Scholastique Mukasonga reveals, throughout the book, the daily life, customs, and labor that bound mother and daughter and the rest of the Tutsi women to each other and to their land. Each chapter represents a different window into their entwined lives: on “Bread,” on “Sorghum,” on “Beauty and Marriage.” The encroaching violence against Rwanda is felt from the first pages but is anchored by the mother whose worry for her children drives her fastidious efforts to save them; she teaches them the path to the border, she hides food, she listens like a hawk to any sounds of approaching militia. A Finalist for the National Book Award for Translated Literature, The Barefoot Woman is described by Zadie Smith as a “simultaneously a powerful work of witness and memorial, a loving act of reconstruction, and an unflinching reckoning with the Rwandan Civil War.” The memories of childhood, a lost home, a mother who sacrificed herself are the pounding heart of the book, and Mukasonga has produced a work that anyone who might read it will remember.  –Eleni Theodoropoulos, Editorial Fellow

***

Honorable Mentions

A selection of other books that we seriously considered for both lists—just to be extra about it (and because decisions are hard).
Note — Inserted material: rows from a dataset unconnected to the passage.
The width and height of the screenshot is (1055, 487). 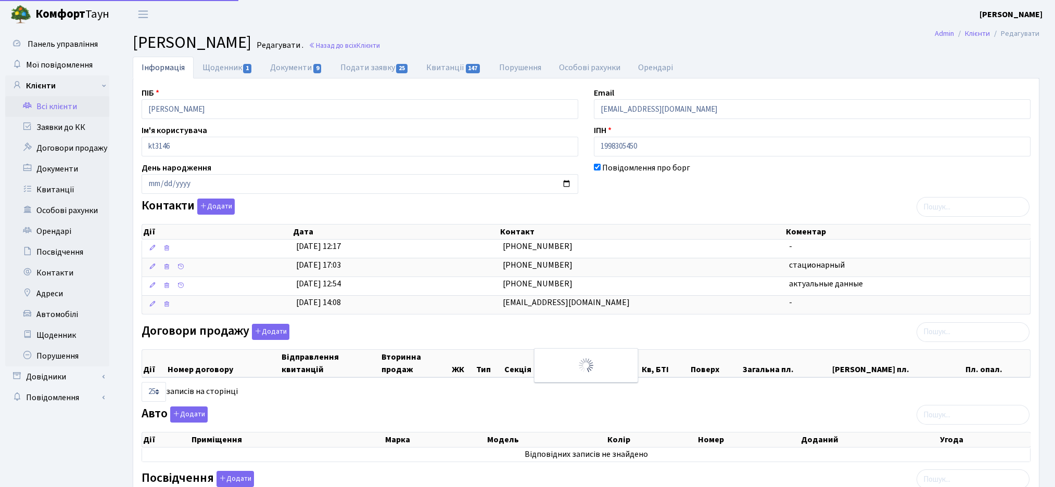 What do you see at coordinates (586, 366) in the screenshot?
I see `img: Обробка...` at bounding box center [586, 366].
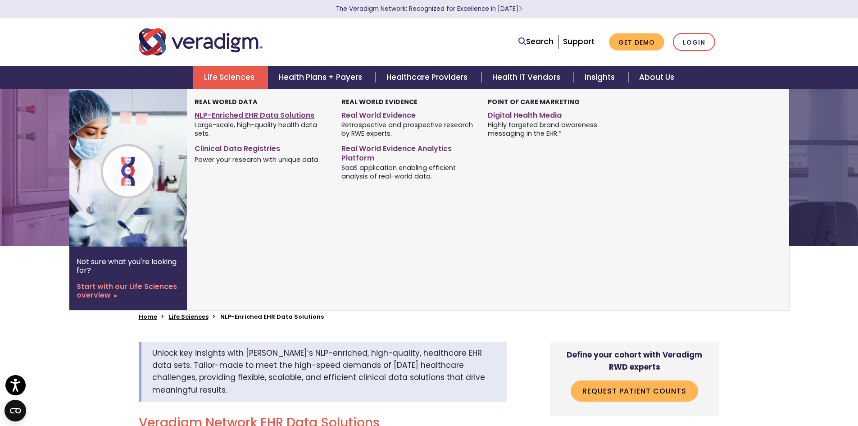  Describe the element at coordinates (579, 41) in the screenshot. I see `a: Support` at that location.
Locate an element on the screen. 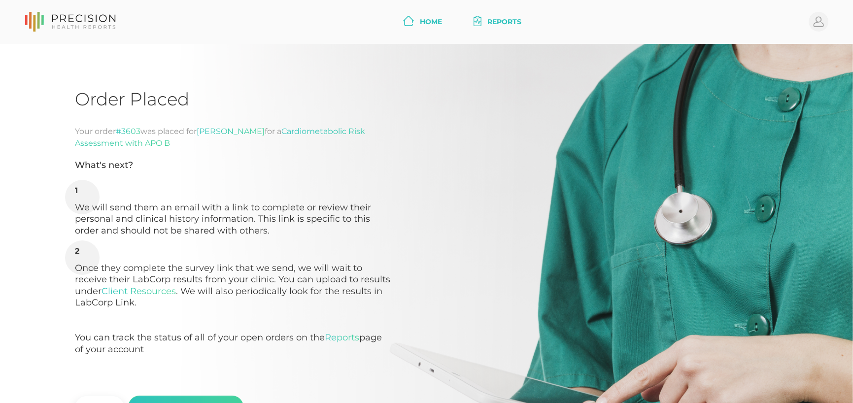 This screenshot has height=403, width=853. p: You can track the status of all of your open orders on the page of your account is located at coordinates (233, 343).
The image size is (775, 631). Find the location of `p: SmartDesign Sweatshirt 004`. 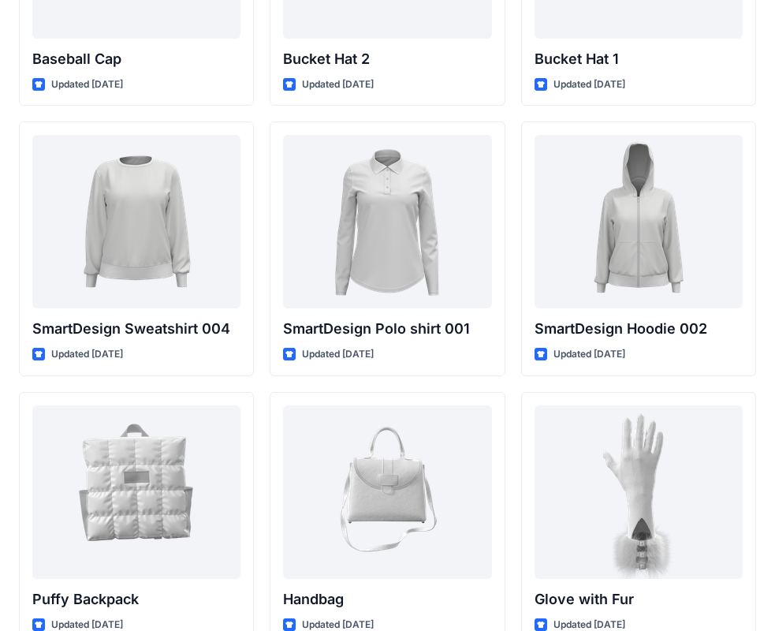

p: SmartDesign Sweatshirt 004 is located at coordinates (136, 329).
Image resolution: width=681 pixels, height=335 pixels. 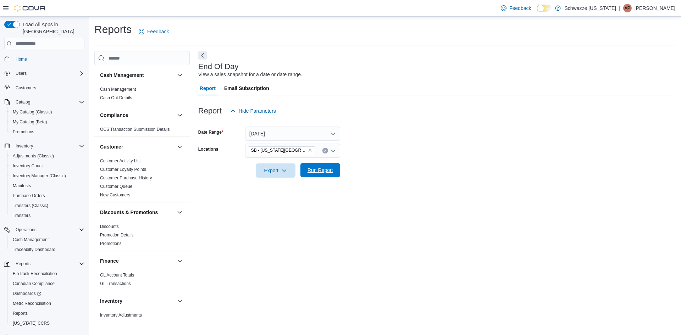 What do you see at coordinates (116, 98) in the screenshot?
I see `span: Cash Out Details` at bounding box center [116, 98].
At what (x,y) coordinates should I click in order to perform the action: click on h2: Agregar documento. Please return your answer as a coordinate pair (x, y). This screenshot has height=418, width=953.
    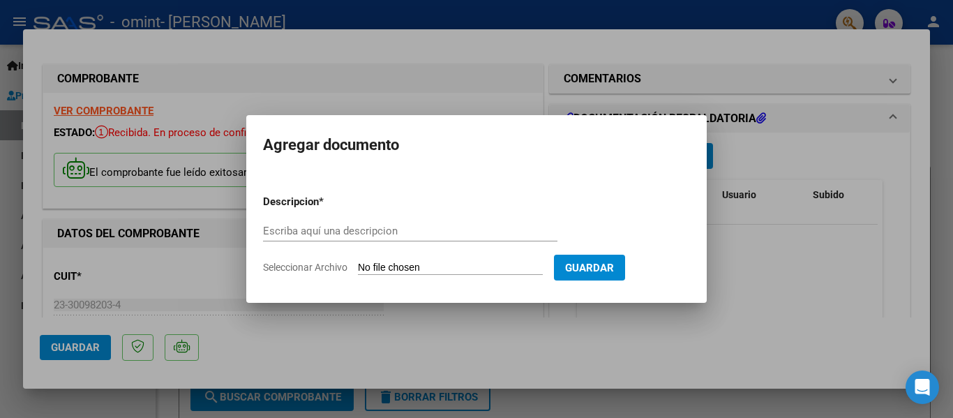
    Looking at the image, I should click on (476, 145).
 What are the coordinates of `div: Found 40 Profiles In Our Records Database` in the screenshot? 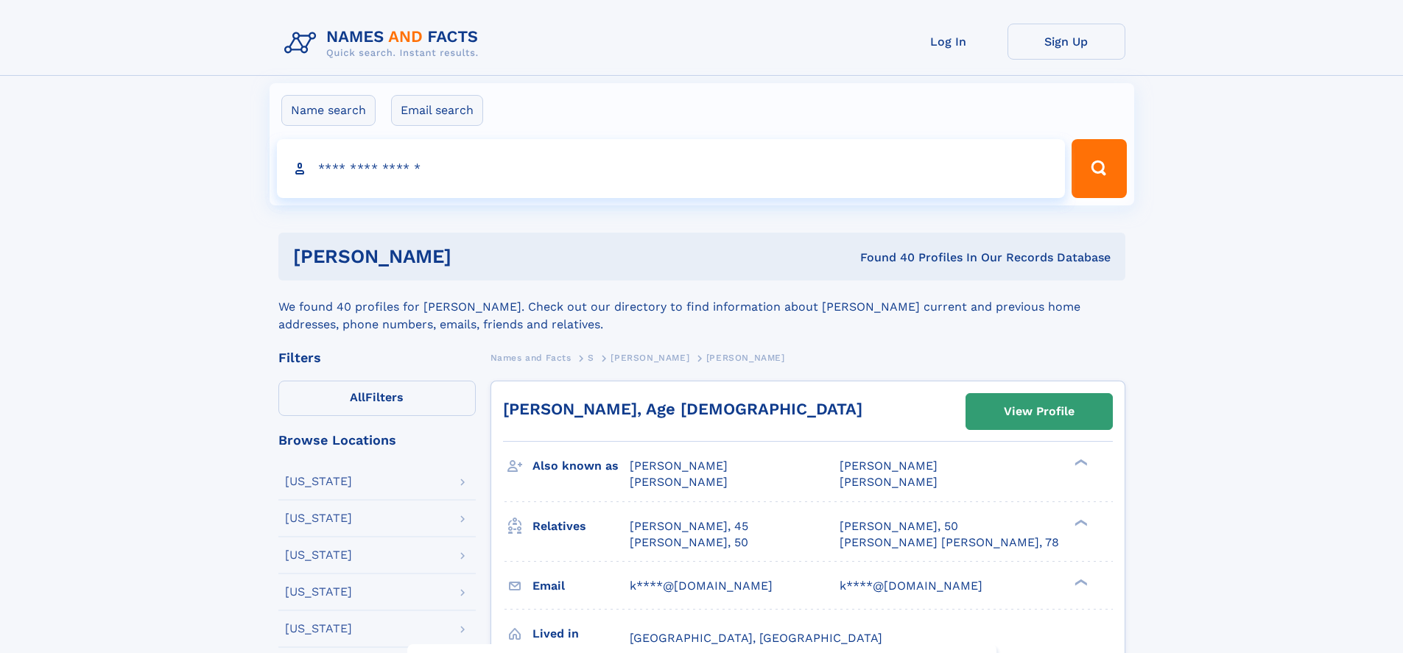 It's located at (883, 258).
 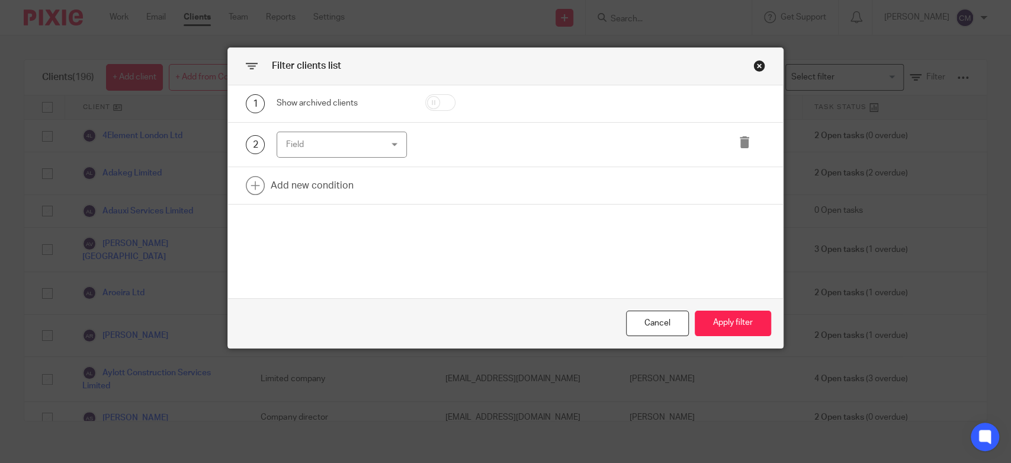 I want to click on div: Show archived clients, so click(x=341, y=103).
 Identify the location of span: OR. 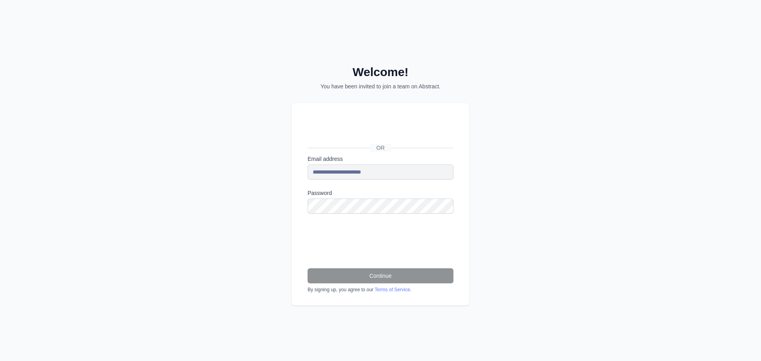
(381, 148).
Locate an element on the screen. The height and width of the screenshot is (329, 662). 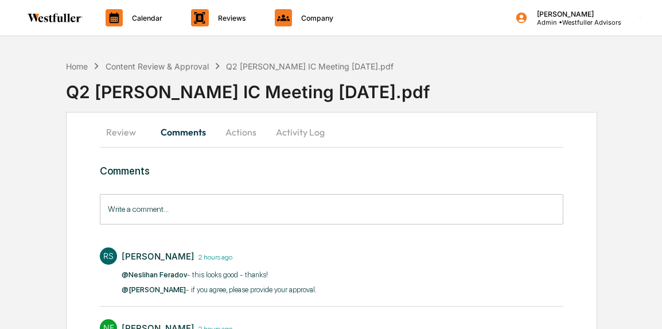
button: Activity Log is located at coordinates (300, 132).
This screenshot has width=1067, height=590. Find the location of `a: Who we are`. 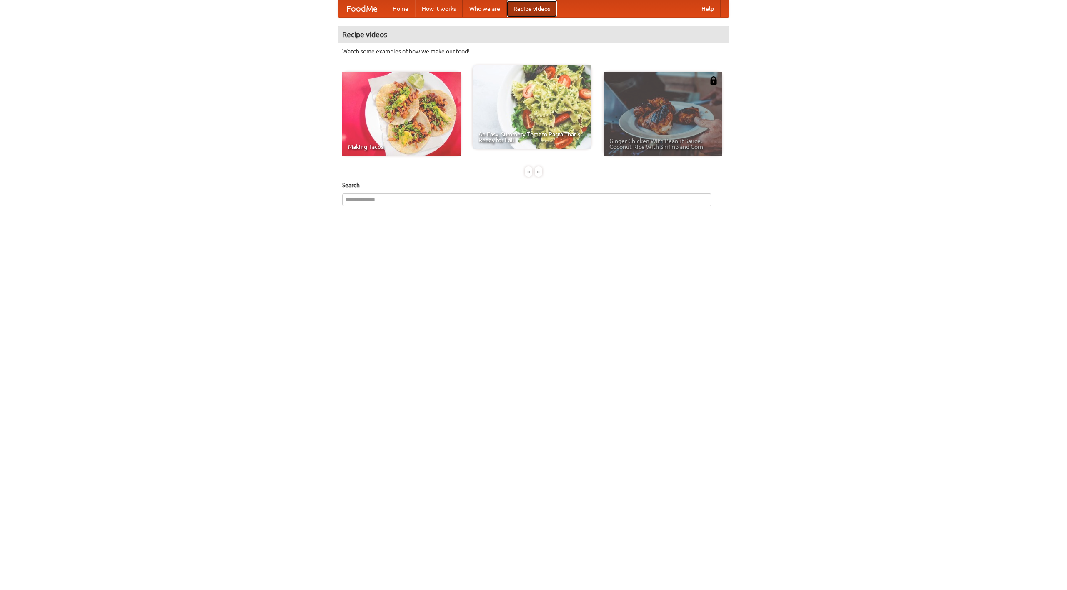

a: Who we are is located at coordinates (485, 9).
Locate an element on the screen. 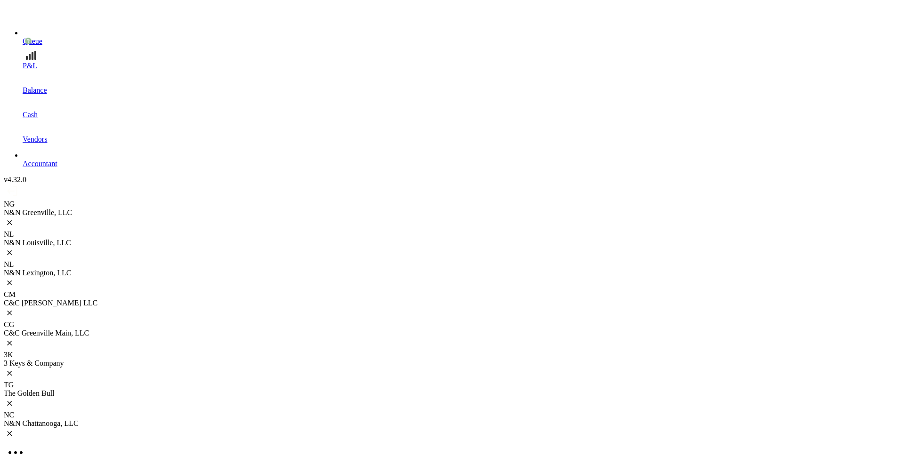  div: N&N Lexington, LLC is located at coordinates (449, 273).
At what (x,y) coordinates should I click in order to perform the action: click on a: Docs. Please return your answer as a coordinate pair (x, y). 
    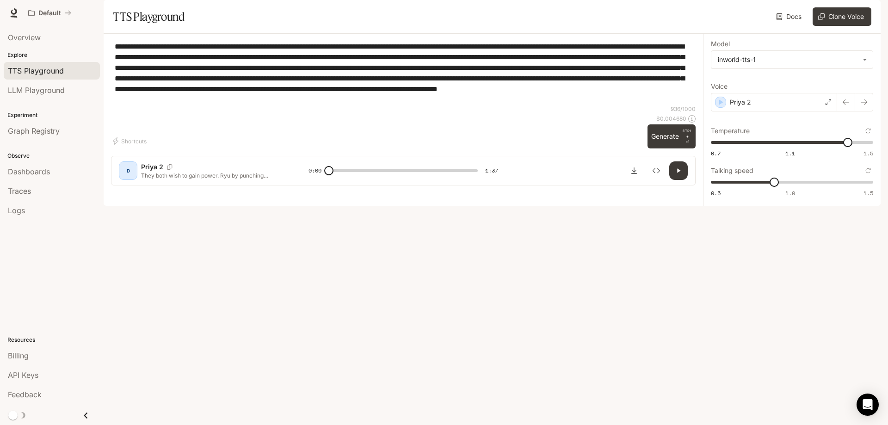
    Looking at the image, I should click on (789, 17).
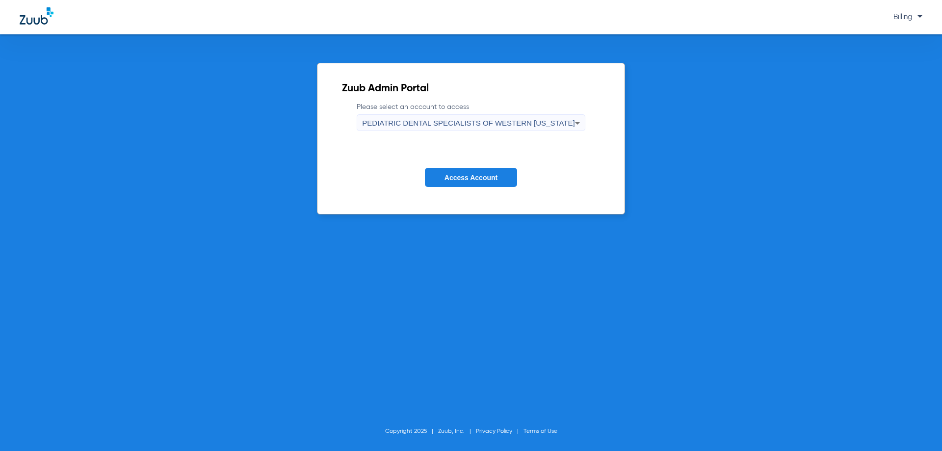 The height and width of the screenshot is (451, 942). What do you see at coordinates (908, 17) in the screenshot?
I see `span: Billing` at bounding box center [908, 17].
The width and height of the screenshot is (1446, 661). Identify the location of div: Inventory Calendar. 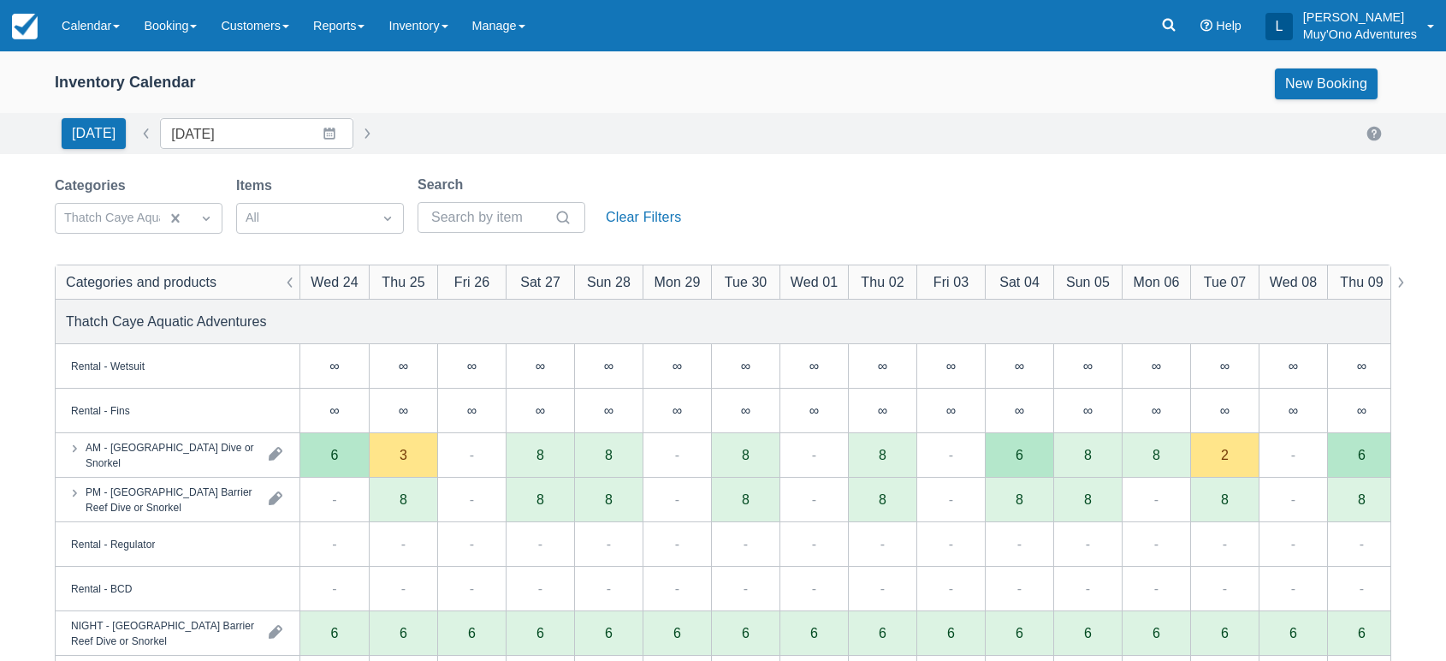
(125, 82).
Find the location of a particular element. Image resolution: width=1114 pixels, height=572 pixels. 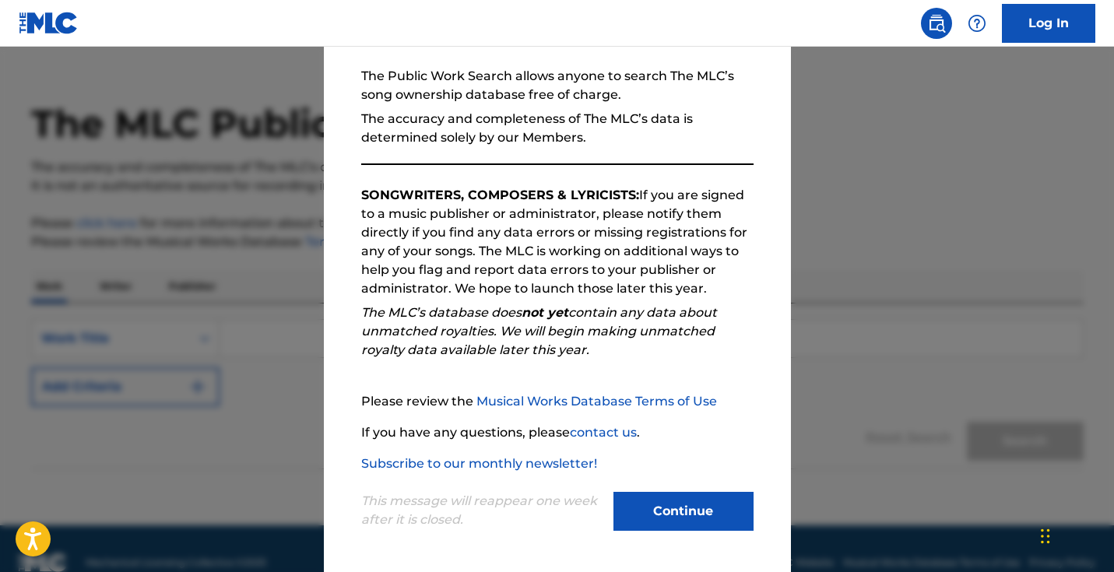

p: Please review the is located at coordinates (558, 402).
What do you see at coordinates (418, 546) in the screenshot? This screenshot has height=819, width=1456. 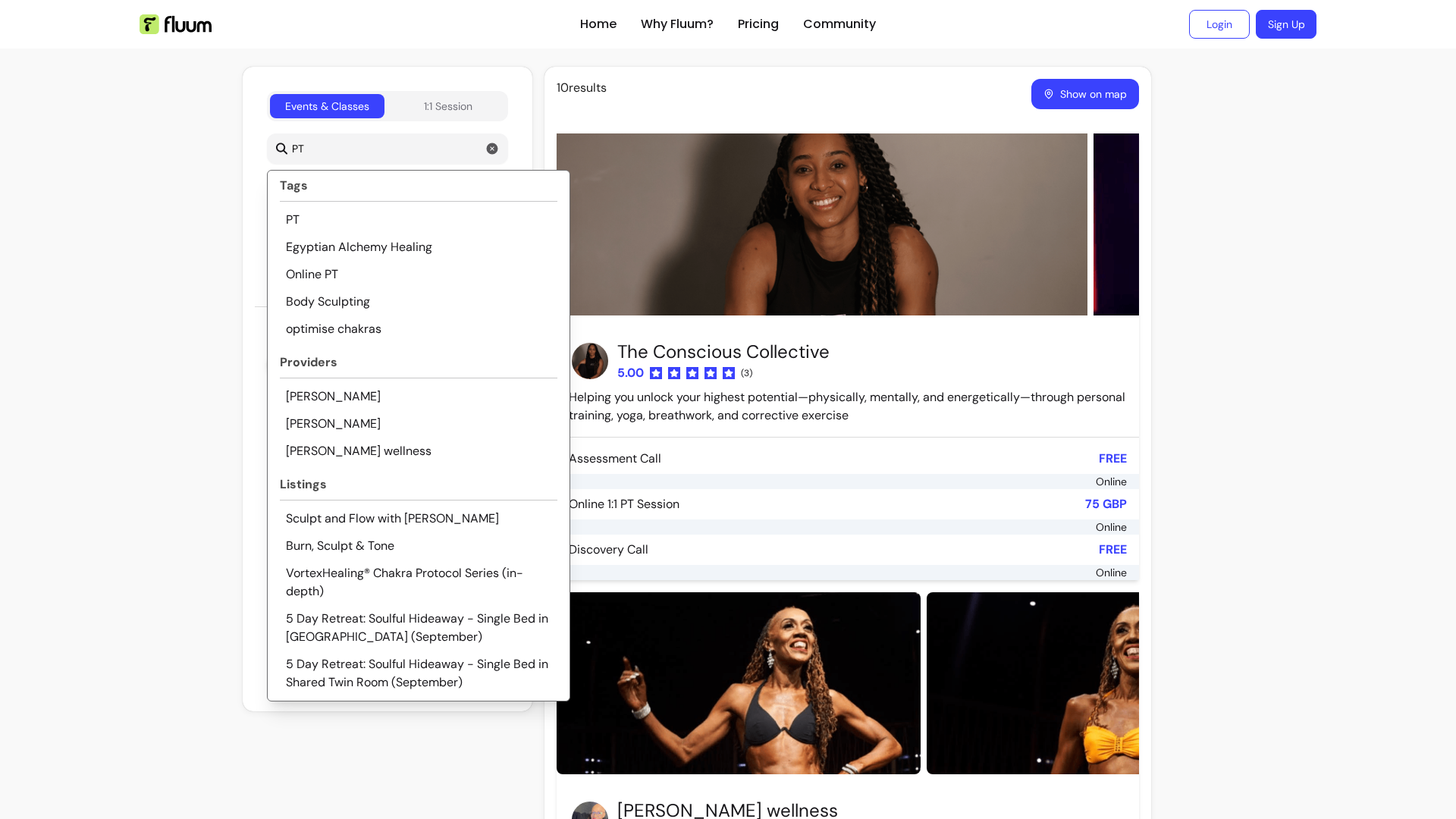 I see `li: Burn, Sculpt & Tone` at bounding box center [418, 546].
Haruki Murakami, tr. Jay Rubin and Philip Gabriel, 1Q84 (2011) · Peter Nadas, tr. Imre Goldstein, Parallel Stories (2011) · Alina Bronsky, tr. Tim Mohr, The Hottest Dishes of the Tartar Cuisine (2011) · Peter Stamm, tr. Michael Hofmann, Seven Years (2011) · Santiago Gamboa, tr. Howard Curtis, Night Prayers (2012) · Laurent Binet, tr. Sam Taylor, HHhH (2012) · Javier Marías, tr. Margaret Jull Costa, The Infatuations (2013) · Herman Koch, tr. Sam Garrett, The Dinner (2013) · Patrick Modiano, tr. Euan Cameron, So You Don’t Get Lost in the Neighborhood (2015) · Daniel Galera, tr. Alison Entrekin, Blood Drenched Beard (2015) · Juan Gabriel Vásquez, tr. Anne McLean, Reputations (2016) · Stefan Hertmans, tr. David McKay, War and Turpentine (2016) · Johanna Sinisalo, tr. Lola Rogers, The Core of the Sun (2016) · Yoko Tawada, tr. Susan Bernofsky, Memoirs of a Polar Bear (2016) · Edouard Louis, tr. Michael Lucey, The End of Eddy (2017) · Domenico Starnone, tr. Jhumpa Lahiri, Ties (2017) · Cristina Rivera Garza, tr. Sarah Booker, The Iliac Crest (2017)· Elvira Navarro, tr. Christina MacSweeney, A Working Woman (2017) · Mathias Enard, tr. Charlotte Mandell, Compass (2017) · Pola Oloixarac, tr. Roy Kesey, Savage Theories (2017) · Hideo Yokoyama, tr. Jonathan Lloyd-Davies, Six Four (2017) · Anne Serre, tr. Mark Hutchinson, The Governesses (2018) · Jenny Erpenbeck, tr. Susan Bernofsky, Go, Went, Gone (2018) · Patrick Chamoiseau, tr. Linda Coverdale, Slave Old Man (2018) · Dubravka Ugrešić, tr. Ellen Elias-Bursać and David Williams, Fox (2018) · Leila Slimani, tr. Sam Taylor, The Perfect Nanny (2018) · Roque Larraquy, tr. Heather Cleary, Comemadre (2018) · Jose Revueltas, tr. Amanda Hopkinson and Sophie Hughes, The Hole (2018) · Henne Orstavik, tr. Martin Aitken, Love (2018) · Yukio Mishima, tr. Andrew Clare, The Frolic of the Beasts (2018) · Yoko Tawada, tr. Margaret Mitsutani, The Emissary (2018) · Khaled Khalifa, tr. Leri Price, Death Is Hard Work (2019) · Yoko Ogawa, tr. Stephen Snyder, The Memory Police (2019), Valérie Mréjen, tr. Katie Shireen Assef, Black Forest (2019) · Olga Tokarczuk, tr. Antonia Lloyd-Jones, Drive Your Plow Over the Bones of the Dead (2019) · María Gainza, tr. Thomas Bunstead, Optic Nerve (2019).